Pencil leads are a mixture of the natural mineral graphite, plus varying amounts of clay. Soft pencil leads, 5B for example, have more carbon than hard leads, 5H. So cant say how much carbon. It varies. Pure graphite (100% carbon) is too soft for practical pencils.

Posted

I have my carbon rods from batteries, but from a special type. These batteries contain long rods (8 ... 9 cm) with a diameter of 8 mm. The standard AA cells, A cells and so on, contain very small rods. The battery, I am referring to, has 4 of these rods, internally it contains 4 cells, each cell delivering 1.5 V of output voltage.

 

http://www.apexbattery.com/accessories-6-volt-lantern-battery-miscellaneous.html

 

These types of batteries provide an affordable and easy to obtain source of large graphite rods.
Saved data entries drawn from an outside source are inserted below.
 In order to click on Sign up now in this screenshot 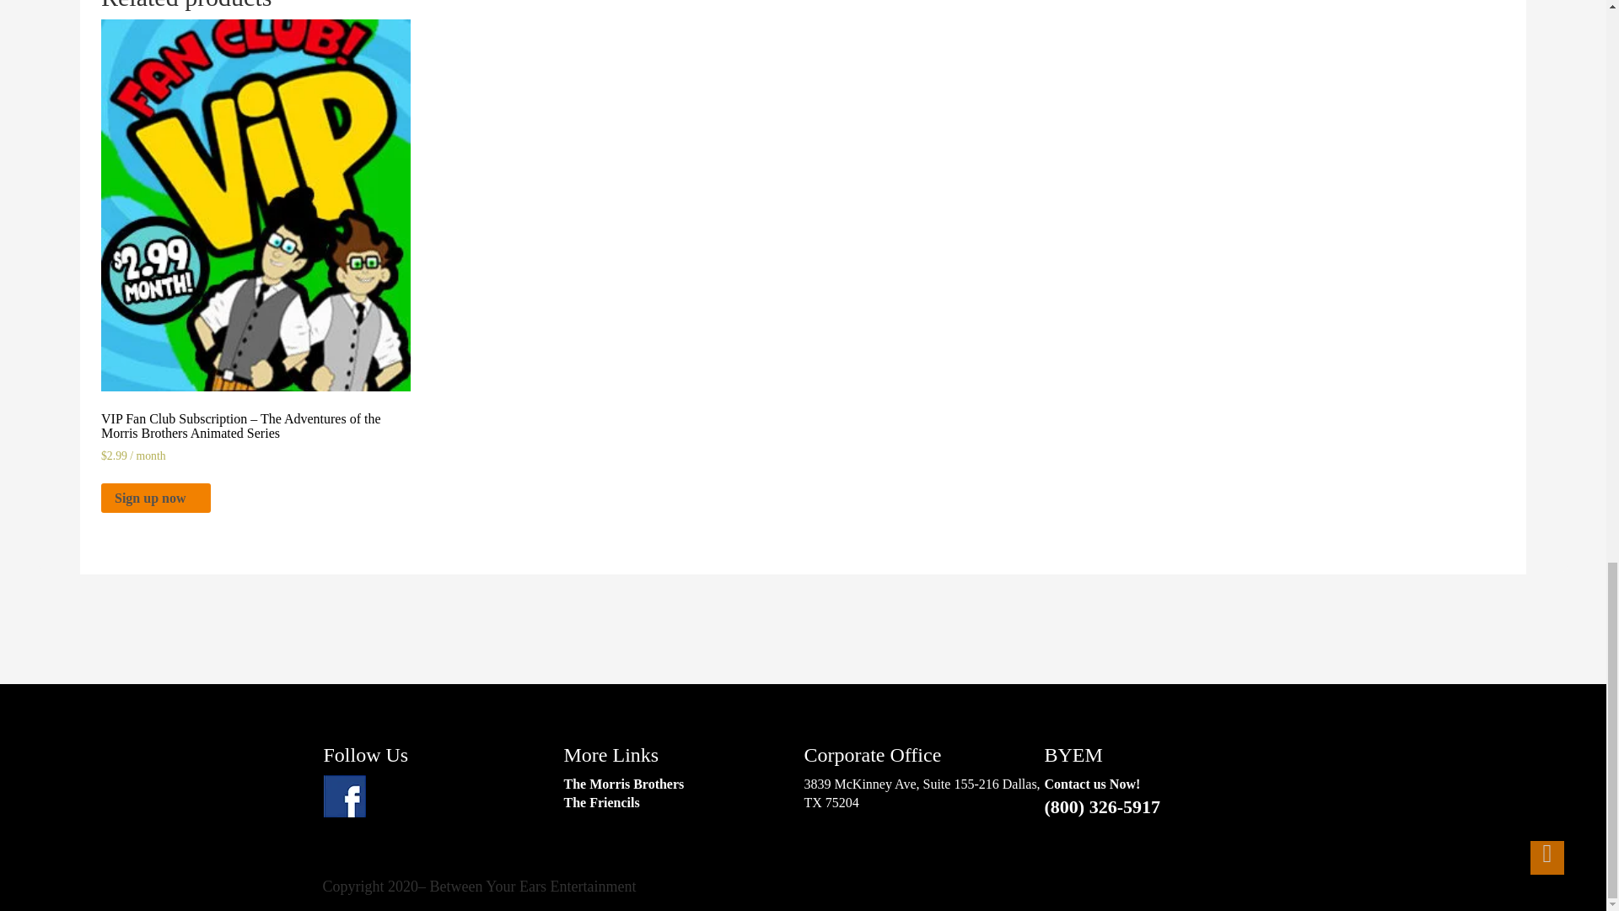, I will do `click(155, 498)`.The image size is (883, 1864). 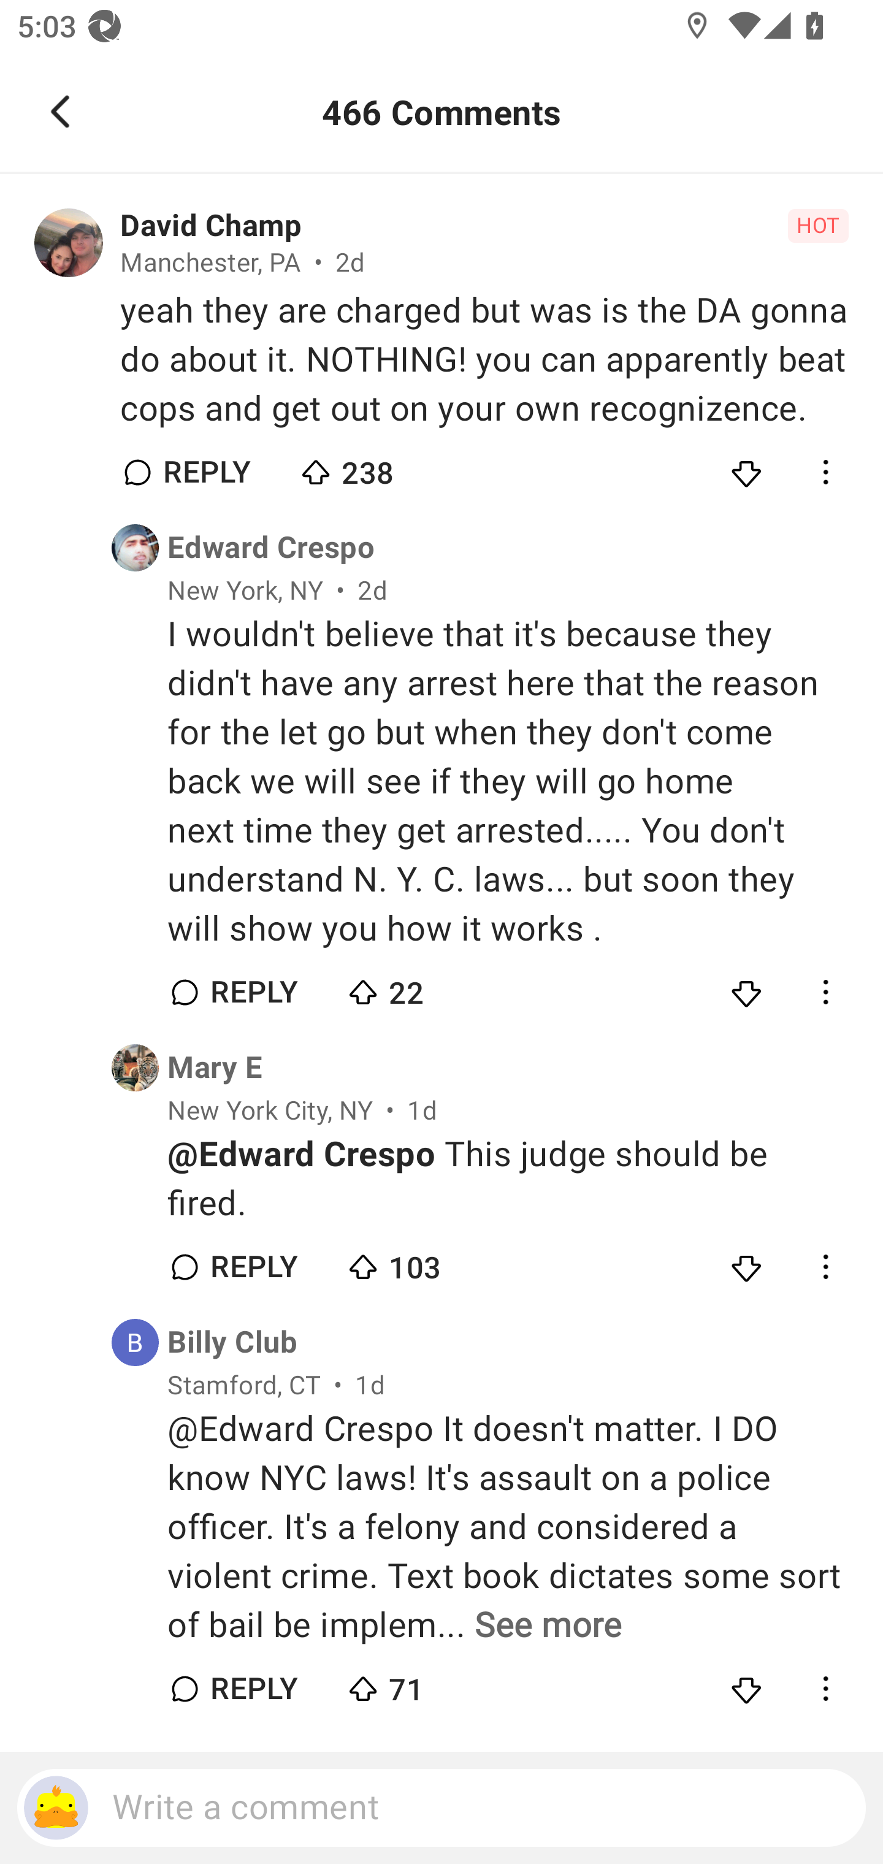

It only takes an hour of (dirty!!!) and careful work to get these rods out of the battery.

Posted

the carbon i obtained from the 9V battery ,

 

rupture / breaks up , duriang electrolysis !!!!

 

Isn't it inert !?!?!?!

Posted

This is a very common effect. Graphite rods tend to erode during electrolysis and pulverise. It is inert, but particles of graphite do not stick together very strongly. The current density should be kept below 100 mA/cm² for graphite anodes, or even better, below 50 mA/cm². At higher current densities, the erosion becomes really excessive.

 

Also, oxygen formation at the electrodes enhances erosion strongly. This is the case, if the cell operates at too high a voltage. For good electrolysis, you need to work with solutions as concentrated as you can get them (allowing lower voltage for the same current and having less oxygen production at the anode) and you need to compute how much current may go through them by estimating the total area of the electrode, which is immersed in the liquid. With some form of current control the electrolysis cell can be kept in its correct operation domain. Using a voltage source of e.g. 9V or even 12V really kills your graphite electrodes.

  • 7 months later...
Posted

another Tip I discovered recently whilst drying my 12mm carbon electrodes, even if you wash then after they are NOT clean!
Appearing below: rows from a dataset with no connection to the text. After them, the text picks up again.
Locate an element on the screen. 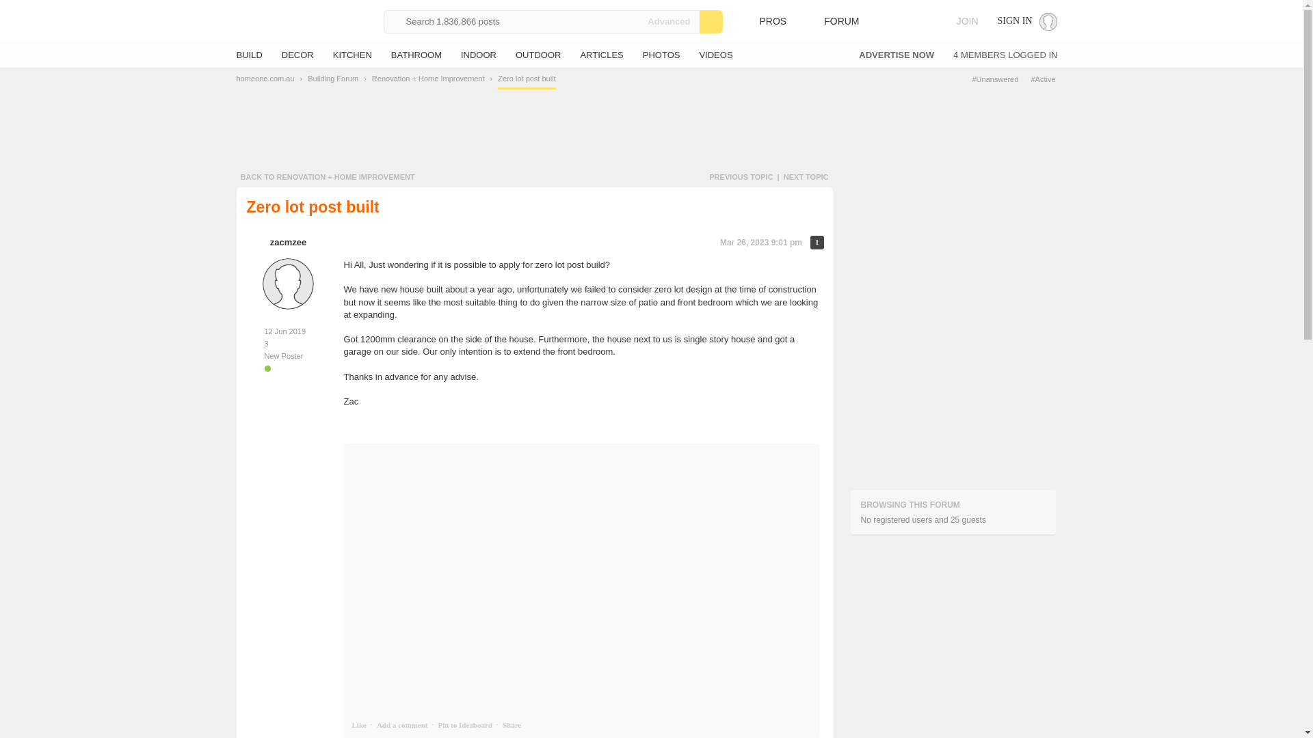 Image resolution: width=1313 pixels, height=738 pixels. Posts is located at coordinates (288, 343).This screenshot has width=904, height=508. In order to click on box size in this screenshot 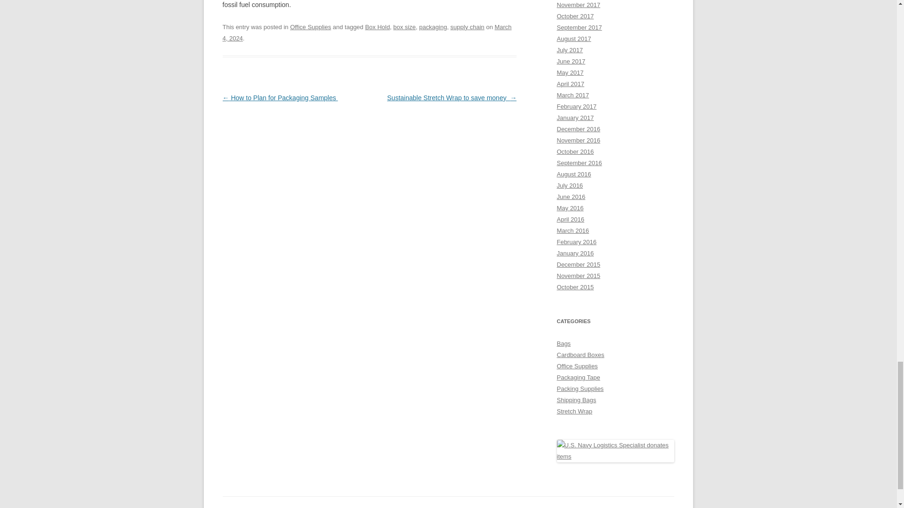, I will do `click(404, 26)`.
the cathode will grow crystals on the outside after a few days, you wash them off and the same happens again, so I decided to soak them in water, and to my amazement the water went dark brown in a few hours.

I soaked them individualy and it`s the Anode that`s responsible for the brown color.

 

so if you do use carbons, label them up what they were used for and don`t use them for anything else, they`re irreversibly contaminated.

 

sulphite soaks and nitric soaks won`t shift it!